The precious metals lured and beckoned. “I never wanted to move into this field [fine jewelry] because I felt it wasn’t for me. I felt it was very stodgy and very ornate. But now I can see there is a place for my vision.”
Morris loves gold and platinum now, and he even likes diamonds and pearls. Through a new partnership with jewelry manufacturing giant Fabrikant, he now has the opportunity to explore everything he’s wanted to create in precious metal. The child of the ’60s now wants permanence. And though Morris loves to emphasize spirituality, he does understand the most important element of business: Know your customer.
“I envision my jewelry on my peers. My customer is a Baby Boomer, a woman who went to college with me. I never sold jewelry to the whole Upper East Side set [the rich socialite ‘ladies who lunch’].
“Now, I’m finding a whole new generation of collectors; girls who grew up with a mom who wore Robert Lee Morris jewelry. But they want it a little lighter, a little more hip. And maybe in platinum because it’s a hip metal.”
Despite Morris’s relative celebrity status among the fashion crowd, he’s managed to stay remarkably down-to-earth. Perhaps it’s his connection with the elements of the earth, but he feels it’s very important for people – and young people especially – not to lose touch with their connection to the earth, or with the traditions of the ages.
Perhaps Morris isn’t quite as much of a rebel as he thinks. This is an industry where millions of dollars are exchanged on a word and a handshake. Morris, with his strong sense of God and tradition, fits right in.

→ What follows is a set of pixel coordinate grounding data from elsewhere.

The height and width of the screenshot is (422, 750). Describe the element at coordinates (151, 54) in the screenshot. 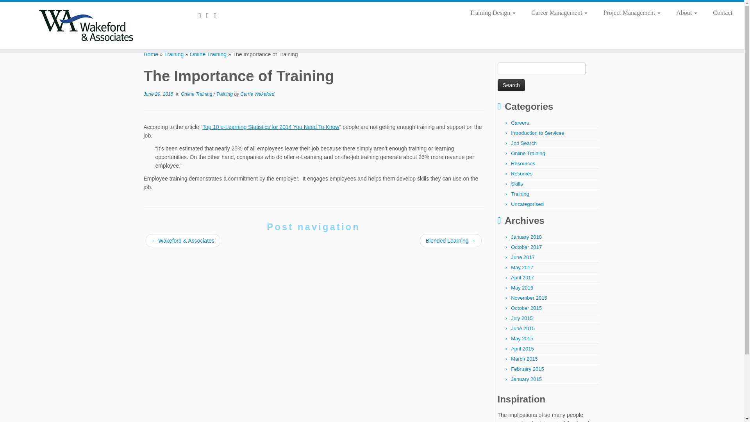

I see `Home` at that location. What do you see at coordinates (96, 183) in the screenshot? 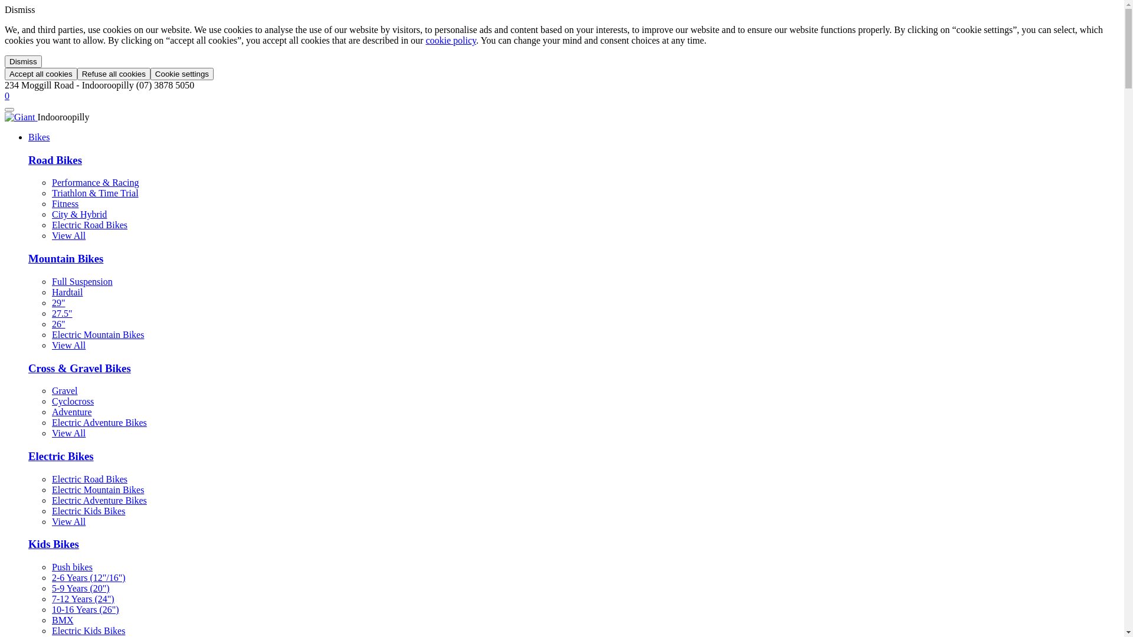
I see `Performance & Racing` at bounding box center [96, 183].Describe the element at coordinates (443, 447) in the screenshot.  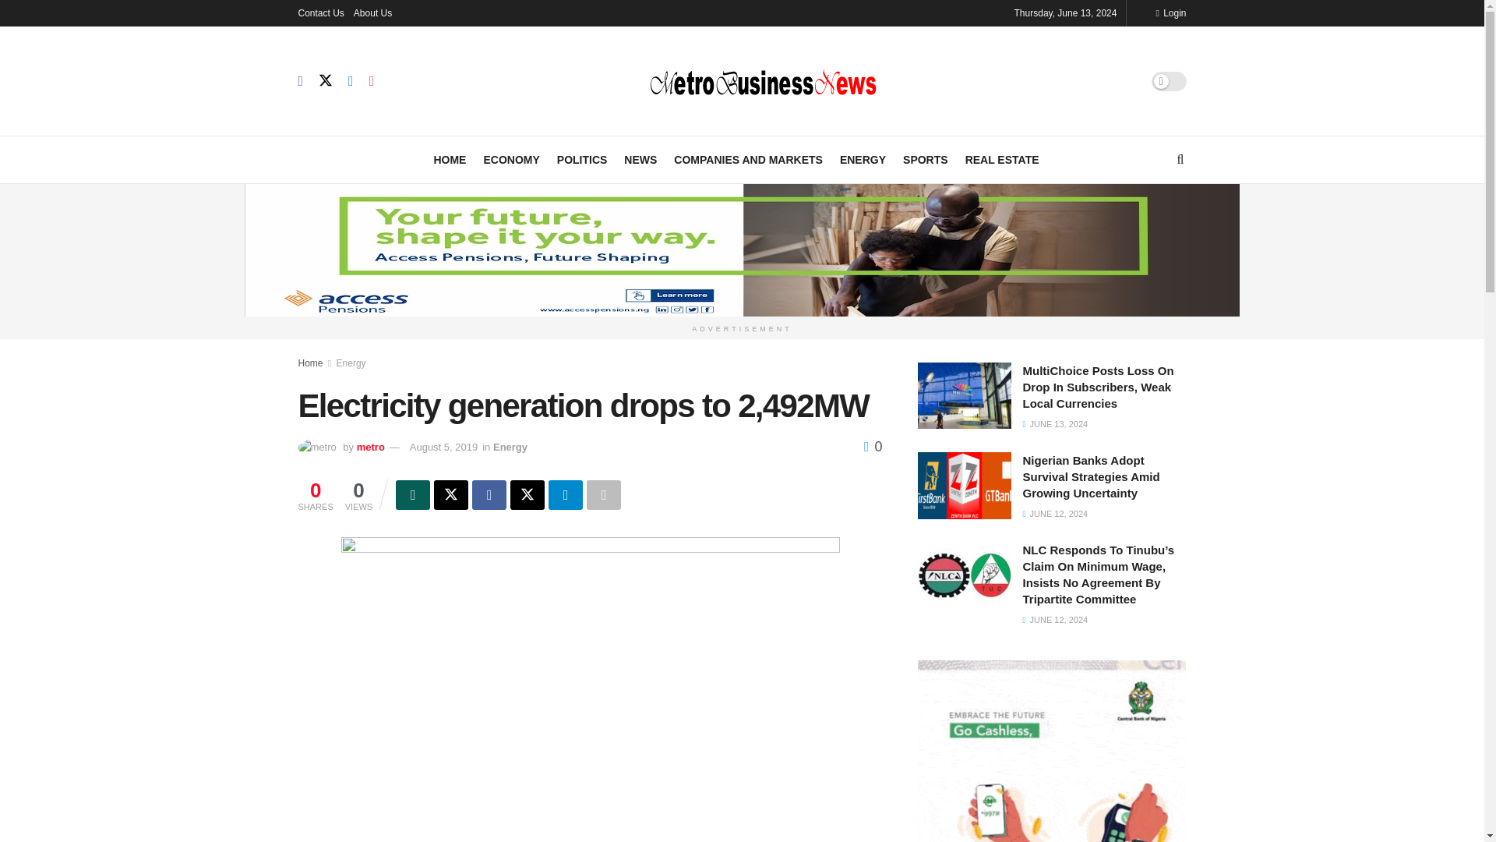
I see `August 5, 2019` at that location.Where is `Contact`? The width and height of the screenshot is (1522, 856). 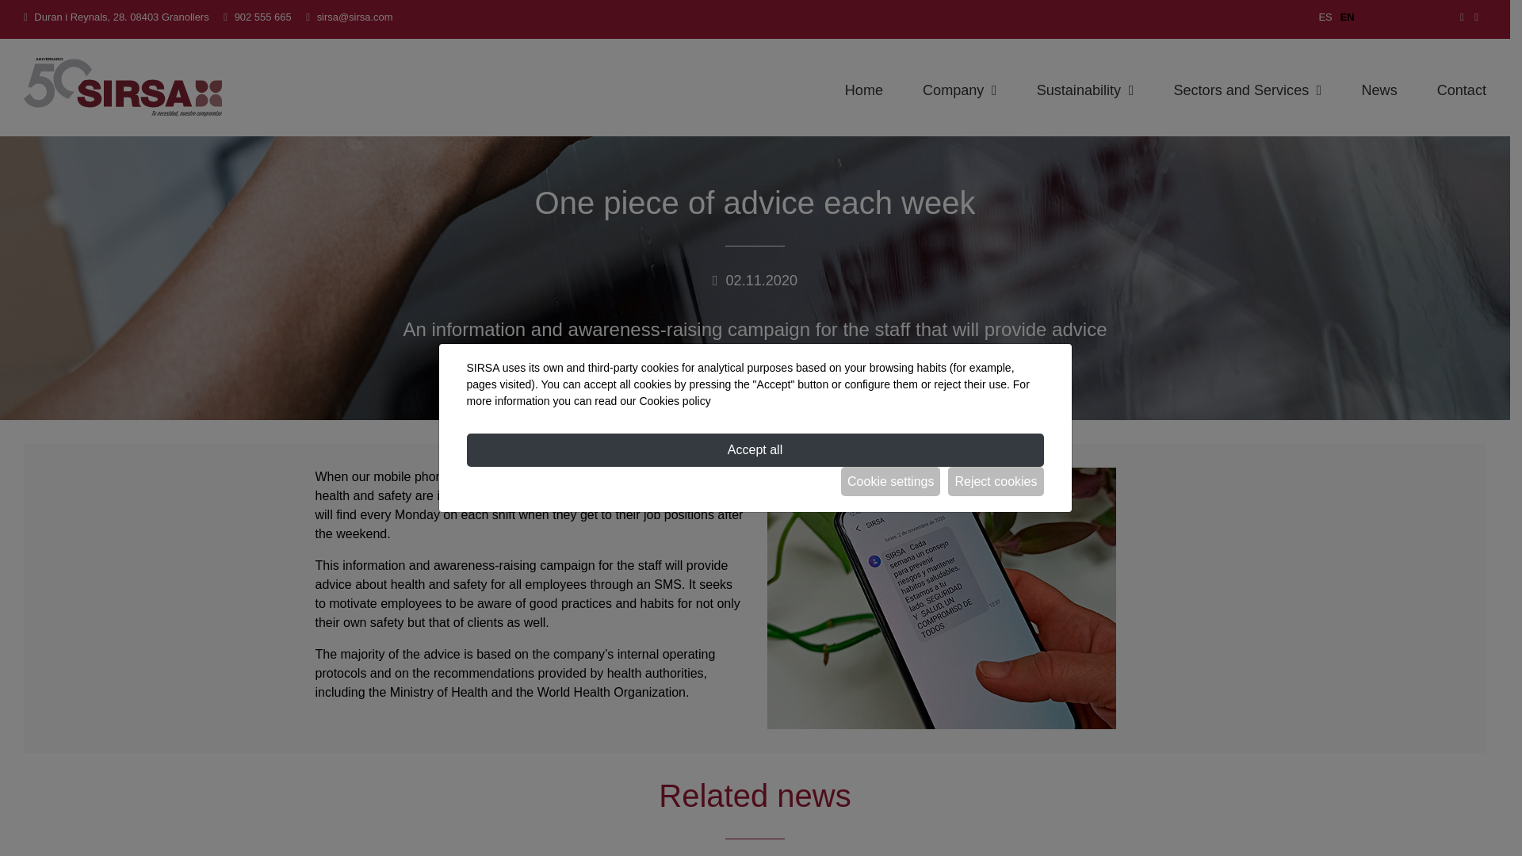 Contact is located at coordinates (1462, 90). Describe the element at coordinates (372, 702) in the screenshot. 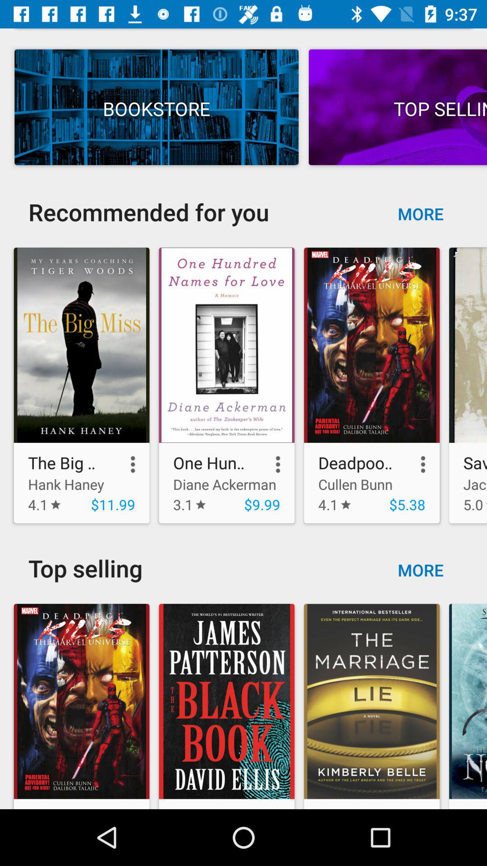

I see `select third image under top selling at bottom` at that location.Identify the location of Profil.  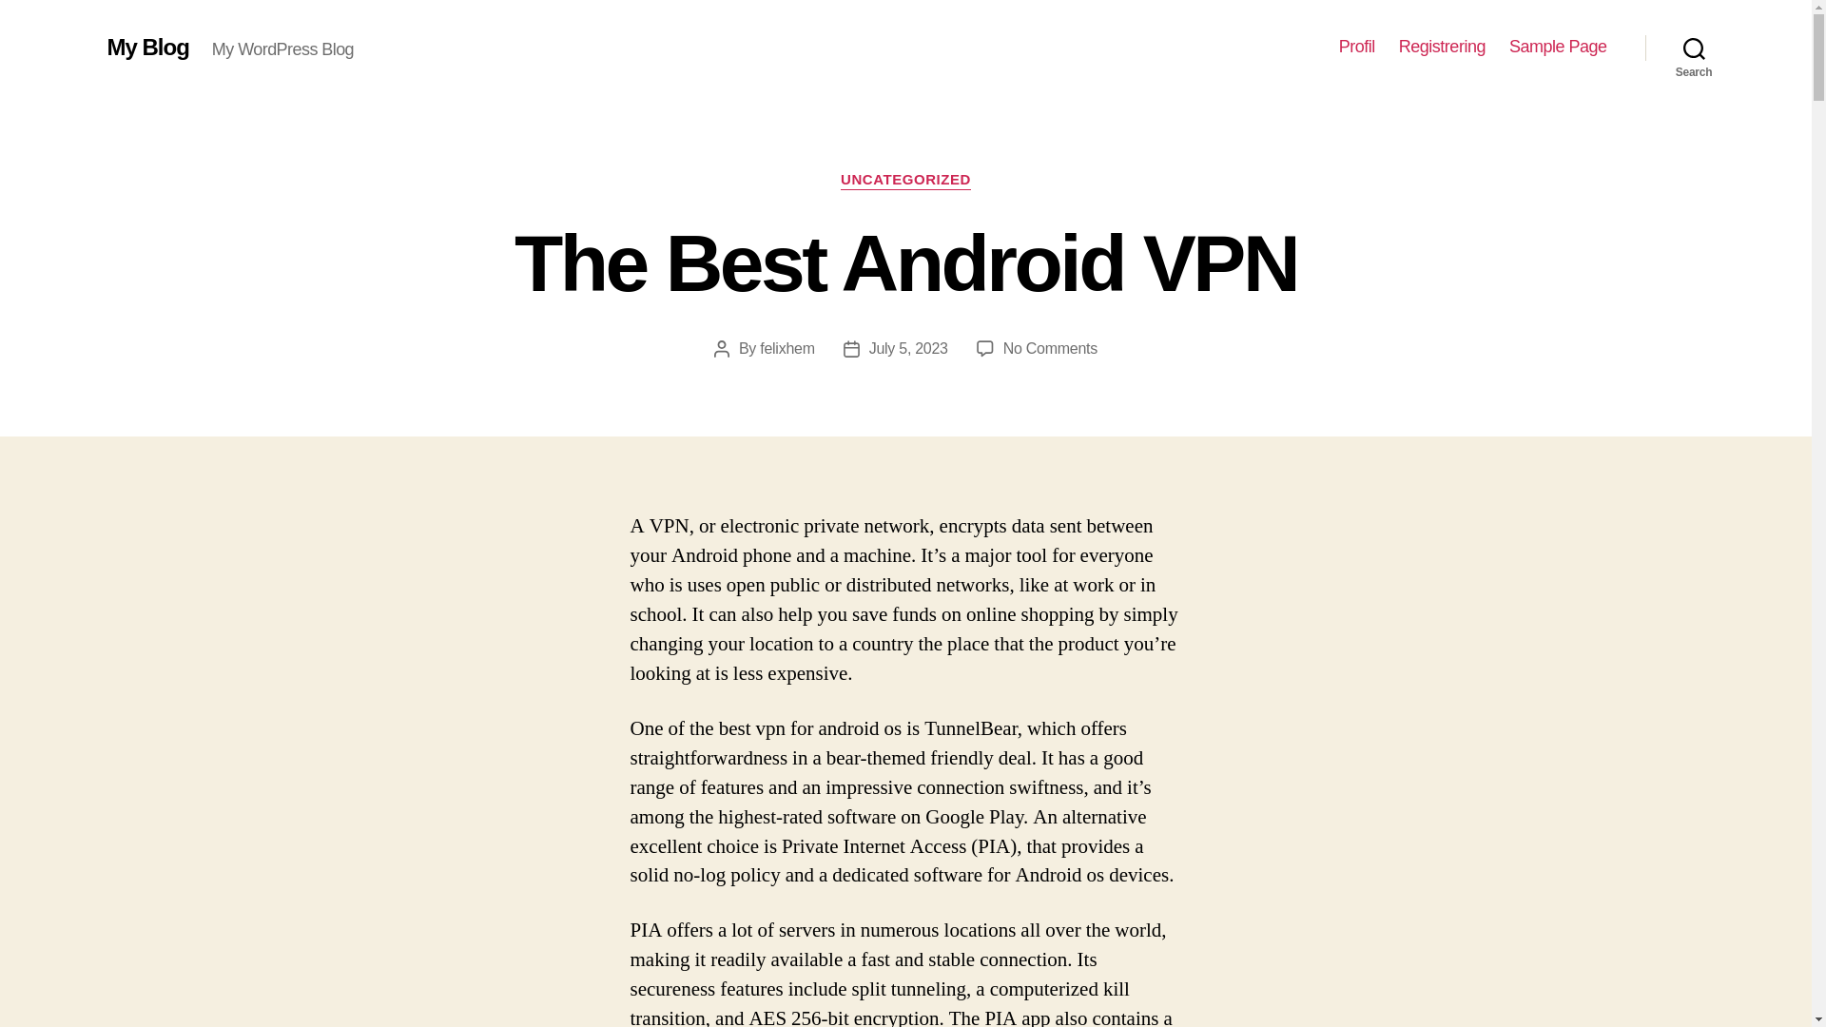
(1357, 47).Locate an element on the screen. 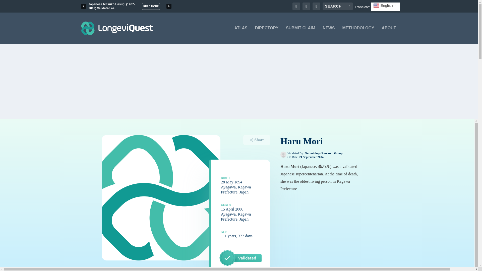 Image resolution: width=482 pixels, height=271 pixels. SUBMIT CLAIM is located at coordinates (301, 35).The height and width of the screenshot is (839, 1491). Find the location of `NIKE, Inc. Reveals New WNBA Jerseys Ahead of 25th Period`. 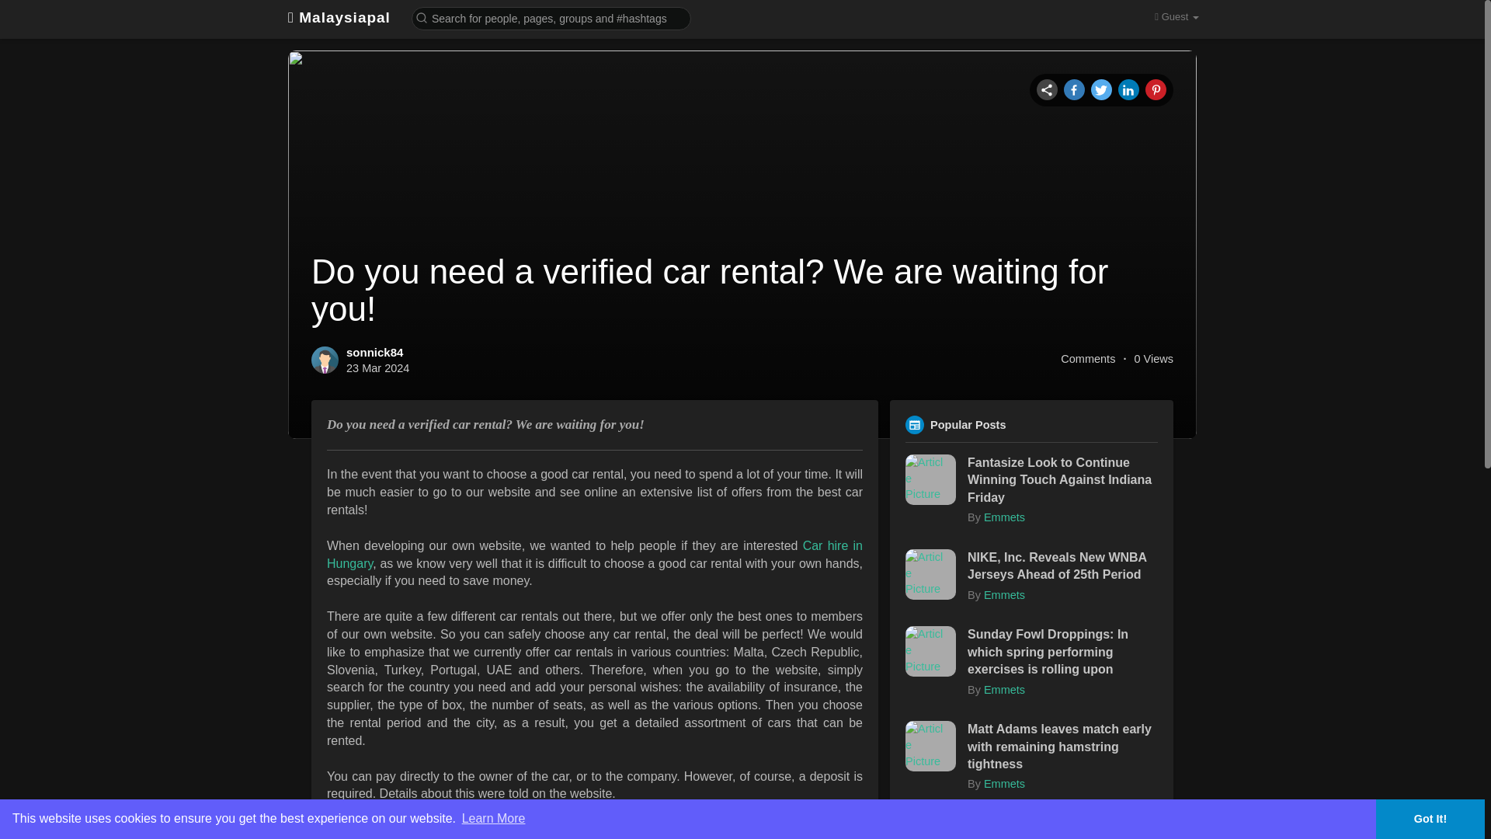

A Store That Reflects a Love of the Earth
Today, the jewelry industry is finally recognizing that its core product is a fashion item – after all, jewelry is meant to be worn. Robert Lee Morris applauds this evolution from the vantage point of one who’s already there. When today’s most popular jewelry designers were still jammed into the back of the Sheraton ballroom, Morris was a regular in Vogue. By the time jewelers began to acknowledge the importance of fashion, Morris was designing a jewelry collection for apparel doyenne Donna Karan and had created a limited-edition series of lipstick and compact cases for Elizabeth Arden cosmetics.
When branded jewelry was just a fledgling concept, Morris already had loyal collectors among New York’s fashionable set. And today, as designers are breaking the retail frontier with branded company stores, they can ask Morris for advice. He’s had a gallery in SoHo since 1978, originally called ArtWear. In 1985, he opened a second gallery across the street, this one under the Robert Lee Morris name. In 1994, he closed ArtWear altogether and a year later moved the Robert Lee Morris gallery to its current location at 400 W. Broadway. The space is clean and airy, with high ceiling, white walls, tall windows, dark green carpeting, and brass fittings. His case displays, created from different colors of raw beans and terra-cotta flowerpots, give a simple, elegant textured backdrop that’s modern yet perfectly in tune with Morris’s organic forms and love of the earth.
Worried About the New Millennium
Given Robert Lee Morris’s background, it’s not surprising he has strong opinions about the coming millennium. “The new millennium is going to be defined by the rate of technological change. I think kids today are losing touch with our roots to the earth. In lieu of sandboxes and potholders, they do three things at once on a computer, but they’ve lost touch with the traditions of orally passing things down.”
He’s very worried about an epidemic of anomie, a feeling of disconnectedness and loss of order. To counteract its devastating effects, he has an old-fashioned remedy: Stop and smell the roses. Take time off to garden, he says; go to museums and study Ming vases, and get in touch with your roots, your spiritual side.
“I’ve always had a sort of ethnic, Third World tribalism sensibility to my work, but now I’m bringing diamonds into it. It’s like joining two worlds. I can see a turbaned woman wearing it; a caravan, the whole thing. Remember, guys, we don’t all live in New York City, we don’t all have laptops. We also have cuneiform!”